Trauma
Are We All Mere Products of Experience?
A brief examination of this view applied to psychopathology.
Posted August 1, 2021 Reviewed by Tyler Woods
Key points
- Some theorists contend that mental disorders are the direct result of experience.
- This view fails to incorporate biological and genetic contributions and negates the existence of intrapsychic mental forces.
- In particular, the function of integrative activity is denied.
The nature-nurture debate represents one of human psychology's most classic dilemmas, and despite attempts to understand abnormal mental functioning through a comprehensive biopsychosocial framework, some continue to insist that experience (or trauma) underlies all forms of psychopathology. I wish here to provide a brief refutation of this perspective, which I believe fails to incorporate potentially etiological biological and genetic factors and negates the existence of intrapsychic mental forces.
To some radical relational-intersubjectivists, intrapsychic processes (the internal workings of the mind) cannot be separated from interpersonal processes (the experiences that occur between persons), and the intrapsychic is seen merely as a product of internalized relational experience. From this perspective, all of a person's mental life can be explained as a direct result of one's experiences: underlying all mental illness is some overt or hidden trauma, or at the very least a set of harmful, idiosyncratic experiences that have led to the disorder.
Implicit in this perspective is the idea that individuals are passive recipients of experience; they soak up, like a sponge, everything in their environment and these experiences become, directly and immutably, a part of the self. Thus, the person is completely molded by these external forces. Their illness is a direct consequence of abuse, neglect, poor parenting, or other environmental problems. These ideas have become quite popular amongst followers of Bessel van der Kolk, a leading researcher on trauma.
I can find at least two problems with this view. The first is that it completely ignores the large and growing body of literature demonstrating the etiological significance of biological and genetic factors in mental illness. Since I am not a psychiatrist or neuroscientist, I will not address this issue here, though it is of great importance. The second problem, which is one I will attempt to address as a psychoanalytically-oriented psychotherapist, is this view's neglect of what has been termed "integrative activity" (Konorski, 1967).
It is undoubtedly true that every human being is strongly influenced by his environment, a fact that I believe is now underappreciated by many conventional scientists and theorists of psychopathology. Human beings are comprised fundamentally by a state of receptivity, yet we are not defined solely by this receptivity. Instead, we possess another basic function, integrative activity, which transforms one's interactions with the environment and, in turn, leads to a transformation of the individual (Arieti, 1977). The Italian philosopher Giambattista Vico summarized this concept:
The being of man cannot be enclosed within a determinate structure of possibilities…but it moves, rather, along indeterminable alternatives, and even further, but its own movement generates these alternatives [emphasis added].

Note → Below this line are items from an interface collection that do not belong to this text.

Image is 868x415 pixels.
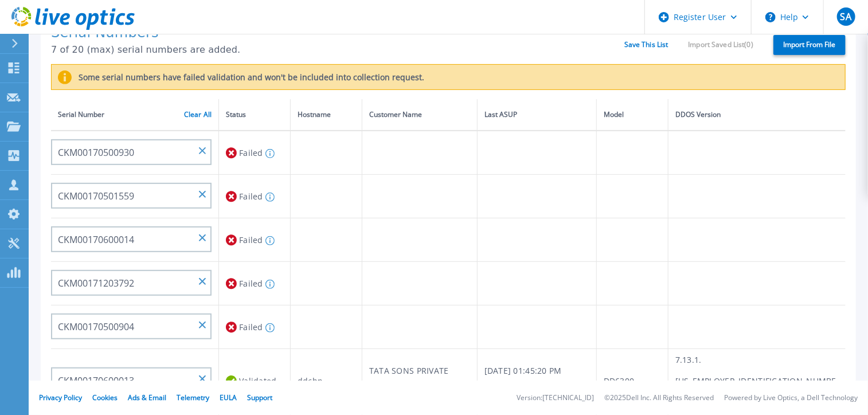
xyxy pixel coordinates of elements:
td: [DATE] 01:45:20 PM GMT+5:30 [477,349,596,413]
div: Failed [226,186,283,207]
div: Failed [226,317,283,337]
div: Failed [226,143,283,163]
label: Import From File [774,35,845,55]
a: Clear All [184,110,212,119]
th: Hostname [290,99,362,131]
a: Cookies [93,392,117,402]
input: Enter Serial Number [51,269,212,296]
div: Validated [226,370,283,391]
th: DDOS Version [668,99,845,131]
li: © 2025 Dell Inc. All Rights Reserved [604,394,713,401]
td: 7.13.1.[US_EMPLOYER_IDENTIFICATION_NUMBER] [668,349,845,413]
input: Enter Serial Number [51,183,212,208]
td: ddchn [290,349,362,413]
div: Failed [226,229,283,251]
div: Failed [226,272,283,294]
span: SA [840,12,851,22]
td: DD6300 [596,349,668,413]
div: Serial Number [58,108,212,121]
th: Model [596,99,668,131]
th: Last ASUP [477,99,596,131]
label: Some serial numbers have failed validation and won't be included into collection request. [72,73,424,82]
a: Ads & Email [128,392,166,402]
a: Telemetry [176,392,210,402]
a: Support [247,392,273,402]
input: Enter Serial Number [51,314,212,339]
th: Status [219,99,290,131]
li: Powered by Live Optics, a Dell Technology [724,394,858,401]
td: TATA SONS PRIVATE LIMITED [362,349,477,413]
th: Customer Name [362,99,477,131]
input: Enter Serial Number [51,367,212,393]
input: Enter Serial Number [51,140,212,165]
a: EULA [219,392,237,402]
input: Enter Serial Number [51,226,212,252]
a: Privacy Policy [39,392,82,402]
a: Save This List [625,40,668,49]
li: Version: [TECHNICAL_ID] [517,394,594,401]
p: 7 of 20 (max) serial numbers are added. [51,44,625,55]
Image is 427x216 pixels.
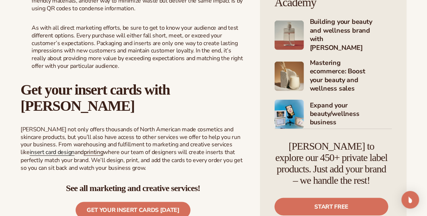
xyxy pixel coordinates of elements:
[275,198,389,216] a: Start free
[310,59,392,94] h4: Mastering ecommerce: Boost your beauty and wellness sales
[21,126,241,156] span: [PERSON_NAME] not only offers thousands of North American made cosmetics and skincare products, b...
[275,59,392,94] a: Shopify Image 3 Mastering ecommerce: Boost your beauty and wellness sales
[21,148,243,172] span: and where our team of designers will create inserts that perfectly match your brand. We’ll design...
[84,149,103,157] a: printing
[66,184,201,193] strong: See all marketing and creative services!
[275,141,389,187] h4: [PERSON_NAME] to explore our 450+ private label products. Just add your brand – we handle the rest!
[21,82,170,114] b: Get your insert cards with [PERSON_NAME]
[275,21,304,50] img: Shopify Image 2
[275,100,304,129] img: Shopify Image 4
[275,62,304,91] img: Shopify Image 3
[310,101,392,128] h4: Expand your beauty/wellness business
[30,149,75,157] a: insert card design
[402,191,419,209] div: Open Intercom Messenger
[275,18,392,53] a: Shopify Image 2 Building your beauty and wellness brand with [PERSON_NAME]
[275,100,392,129] a: Shopify Image 4 Expand your beauty/wellness business
[310,18,392,53] h4: Building your beauty and wellness brand with [PERSON_NAME]
[32,24,243,70] span: As with all direct marketing efforts, be sure to get to know your audience and test different opt...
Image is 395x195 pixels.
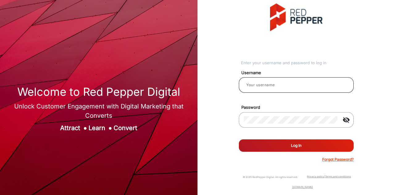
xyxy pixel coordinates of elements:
img: vmg-logo [270,3,322,31]
a: Privacy policy [307,175,324,178]
span: ● [108,124,112,131]
button: Log In [239,139,353,151]
a: Terms and conditions [325,175,351,178]
small: © 2025 RedPepper Digital. All rights reserved. [243,175,298,178]
span: ● [83,124,87,131]
mat-label: Username [237,70,361,76]
mat-icon: visibility_off [339,116,353,123]
div: Enter your username and password to log in [241,60,353,66]
input: Your username [244,81,349,89]
mat-label: Password [237,104,361,110]
a: [DOMAIN_NAME] [292,185,313,188]
a: | [324,175,325,178]
p: Forgot Password? [322,156,353,162]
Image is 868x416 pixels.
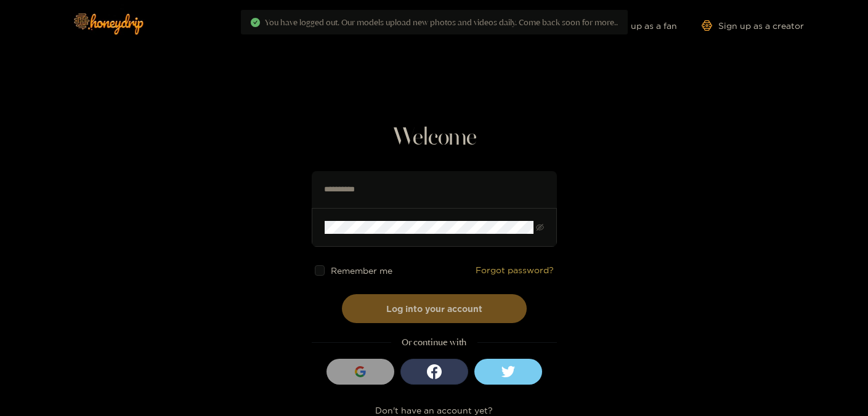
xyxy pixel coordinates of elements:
div: Or continue with [311,335,557,349]
button: Log into your account [342,294,526,323]
h1: Welcome [311,123,557,153]
a: Sign up as a fan [592,20,677,31]
span: check-circle [251,18,260,27]
a: Sign up as a creator [702,20,804,31]
span: eye-invisible [536,223,543,231]
span: Remember me [330,266,393,275]
span: You have logged out. Our models upload new photos and videos daily. Come back soon for more.. [265,17,617,27]
a: Forgot password? [475,265,554,276]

Thus, the patient makes his own contributions and adds an element of his own creativity to his pathology. In any given mental disorder—indeed in any behavior or mental experience in general—multiple processes involving the interpersonal and intrapsychic go back and forth. The patient is not merely a passive recipient of experience.
What are the practical ramifications of this conceptualization? Perhaps the most apparent clinical example is the schizophrenia patient's transformation of the negative aspects of his development into grotesquely inaccurate portrayals of his family members and significant others. The psychotherapy of this type of problem seeks to understand not only the influence of the early environmental factors (the interpersonal) but, more importantly, the psychodynamic mechanisms by which the patient has come to distort his vision of himself and the world (the intrapsychic).
To summarize, attempts to explain mental disorder as resulting directly from experience fall short because they fail to take into account intrapsychic processes, namely one's own integrative capacities, and also the existence of biologically- and genetically-relevant etiological factors.
References
Arieti, S. (1977). Parents of the schizophrenic patient: A reconsideration. Journal of the American Academy of Psychoanalysis, 5(3), 347-358.
Caponigri, A. R. (1953). Time and idea: The theory of history in Giambattista Vico. Regnery.
Konorski, J. (1967). Integrative activity of the brain. Chicago University Press.